Making Movies at the Museum

Making Movies at the Museum - Torquay Museum

By: Barry Chandler
Added: 02 February 2023

This January, the Museum played host to its first film drama production - a vampire series called Immortium created by local filmmakers, writer/director Luke King Abbott and assistant director Ryan Noir. 

The Museum is no stranger to film crews but these are usually from TV companies making historical documentaries. Last year we were visited by BBC2 making Agatha Christie: Lucy Worsley on the Mystery Queen and Chanel 4’s production Alan Carr’s Adventures with Agatha Christie.
 
Over the years, we have appeared in many documentaries especially on prehistory and have provided information to production designers for the Hollywood film, Lost City of Z, but until now, we have not been the setting for a production.   

Immortium is the creation of King-Collins Productions, an independent film company founded by Luke King Abbott and Jason Collins. It tells the story of an ancient vampire, La Croix, played by Collins, who does the unthinkable: he falls in love with a human. When they have a daughter together, it is half-vampire, half-human: an Immortium, Estella, played by Caitlin Bussell. The tyrannical Emperor of the Vampires punishes La Croix by taking the Immortium, killing his wife and locking him in a coffin for fifteen years. When an unwitting teenager frees him, he has one goal in mind: find his daughter. However, he has manipulative allies, dangerous enemies and even scarier faces from his past to contend with first...

The staff at the Museum loved the idea of hosting this production, which is part of a nationwide boom in independent film making especially in the horror genre. The Museum is an ideal place to film. It can be closed to visitors, the lighting can be controlled and parts of the displays make perfect sets. The Old Devon Farmhouse gallery appealed to the filmmakers as a set for La Croix’s coffin, but they still needed a lot of extras! 

Some of these extras were supplied by the production, but the Museum needed to be populated for the shoot, so we put out a call for extras on our social media and had plenty of interest. Local people from the ages of 4 to 80 turned out to help the production, creating the illusion of a busy Museum. Even the Museum staff and volunteers got involved and the afternoon’s shooting had a real sense of the local community coming together.  

Stills photographer Mike Alsford captured the extras and sense of fun and excitement in making a film. However, it requires long hours and lots of planning and preparation from timing the shots to coincide with the failing light to just feeding the cast and crew.

The filmmakers are not sure yet where the series will be available to view or when it will be released, but the Museum was really pleased to be part of the experience. We are always interested in using the galleries in new ways and engaging different audiences. Follow our social media for more news on the fate of Immortium.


How to complete this task: Return copies of the lines below that mention "icon".

Recorded data
* * * *
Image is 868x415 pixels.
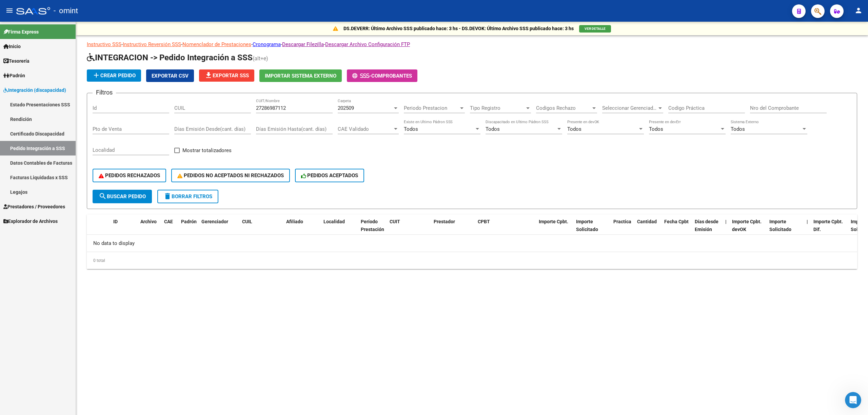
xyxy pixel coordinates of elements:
span: Todos [485,126,499,132]
a: Descargar Archivo Configuración FTP [325,41,410,48]
p: - - - - - [87,41,857,48]
div: 0 total [87,252,857,269]
datatable-header-cell: | [722,215,729,244]
span: | [725,219,726,224]
span: Periodo Prestacion [404,105,459,111]
span: INTEGRACION -> Pedido Integración a SSS [87,53,253,63]
datatable-header-cell: Padrón [178,215,198,244]
h3: Filtros [93,88,116,97]
span: Mostrar totalizadores [182,146,231,155]
p: DS.DEVERR: Último Archivo SSS publicado hace: 3 hs - DS.DEVOK: Último Archivo SSS publicado hace:... [343,24,574,32]
span: Padrón [181,219,197,224]
span: CAE Validado [338,126,392,132]
span: Todos [649,126,663,132]
datatable-header-cell: ID [110,215,138,244]
button: Buscar Pedido [93,190,152,204]
span: Importe Cpbt. Dif. [813,219,843,232]
span: Seleccionar Gerenciador [602,105,657,111]
mat-icon: add [92,71,101,79]
button: PEDIDOS RECHAZADOS [93,169,166,182]
span: Todos [567,126,581,132]
button: Crear Pedido [87,70,141,82]
span: CUIL [242,219,252,224]
a: Cronograma [253,41,281,48]
span: Importar Sistema Externo [265,73,336,79]
a: Instructivo Reversión SSS [122,41,181,48]
datatable-header-cell: Localidad [321,215,358,244]
span: 202509 [338,105,354,111]
span: Afiliado [286,219,303,224]
a: Instructivo SSS [87,41,121,48]
datatable-header-cell: CUIT [387,215,431,244]
span: Practica [613,219,632,224]
button: Borrar Filtros [157,190,218,204]
span: Importe Solicitado [576,219,598,232]
datatable-header-cell: Practica [610,215,634,244]
datatable-header-cell: Archivo [138,215,161,244]
span: CPBT [477,219,490,224]
datatable-header-cell: Importe Cpbt. [536,215,574,244]
span: PEDIDOS RECHAZADOS [99,173,160,179]
span: | [807,219,808,224]
span: Prestadores / Proveedores [3,203,65,211]
span: Días desde Emisión [695,219,719,232]
span: Firma Express [3,28,39,35]
button: -Comprobantes [347,70,418,82]
datatable-header-cell: Días desde Emisión [692,215,722,244]
button: PEDIDOS ACEPTADOS [295,169,365,182]
datatable-header-cell: CPBT [475,215,536,244]
span: Período Prestación [361,219,384,232]
datatable-header-cell: Período Prestación [358,215,387,244]
span: Prestador [434,219,455,224]
mat-icon: menu [5,6,14,15]
button: Exportar SSS [199,70,255,82]
a: Descargar Filezilla [282,41,323,48]
datatable-header-cell: Importe Solicitado devOK [766,215,804,244]
span: Exportar SSS [204,73,249,79]
mat-icon: delete [164,192,171,200]
mat-icon: search [99,192,107,200]
span: Inicio [3,43,21,50]
datatable-header-cell: Prestador [431,215,475,244]
span: Localidad [323,219,345,224]
span: Importe Cpbt. devOK [732,219,762,232]
datatable-header-cell: | [804,215,811,244]
datatable-header-cell: Afiliado [284,215,321,244]
span: Tesorería [3,57,30,64]
span: - omint [53,3,78,18]
button: Importar Sistema Externo [259,70,342,82]
span: Gerenciador [201,219,228,224]
a: Nomenclador de Prestaciones [182,41,251,48]
span: (alt+e) [253,55,268,62]
span: - [352,73,371,79]
div: No data to display [87,235,857,252]
span: CUIT [389,219,400,224]
mat-icon: file_download [204,71,213,79]
button: VER DETALLE [579,25,611,33]
span: PEDIDOS NO ACEPTADOS NI RECHAZADOS [177,173,284,179]
datatable-header-cell: Importe Solicitado [574,215,610,244]
span: Cantidad [637,219,657,224]
span: PEDIDOS ACEPTADOS [301,173,358,179]
datatable-header-cell: CAE [161,215,178,244]
span: Comprobantes [371,73,412,79]
span: Importe Solicitado devOK [769,219,791,240]
span: Explorador de Archivos [3,218,57,225]
span: Importe Cpbt. [539,219,568,224]
span: Borrar Filtros [164,193,212,200]
mat-icon: person [854,6,862,15]
datatable-header-cell: Gerenciador [198,215,239,244]
span: Codigos Rechazo [536,105,591,111]
span: CAE [164,219,173,224]
span: Todos [731,126,745,132]
datatable-header-cell: CUIL [239,215,284,244]
datatable-header-cell: Importe Cpbt. devOK [729,215,766,244]
span: Exportar CSV [151,73,188,79]
button: PEDIDOS NO ACEPTADOS NI RECHAZADOS [171,169,290,182]
span: Archivo [140,219,157,224]
iframe: Intercom live chat [845,392,861,409]
span: Padrón [3,72,25,79]
span: ID [113,219,118,224]
span: Fecha Cpbt [664,219,688,224]
datatable-header-cell: Importe Cpbt. Dif. [811,215,848,244]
* * * *
Solution to this exercise:
mat-icon: add [92,71,101,79]
mat-icon: menu [5,6,14,15]
mat-icon: delete [164,192,171,200]
mat-icon: search [99,192,107,200]
mat-icon: file_download [204,71,213,79]
mat-icon: person [854,6,862,15]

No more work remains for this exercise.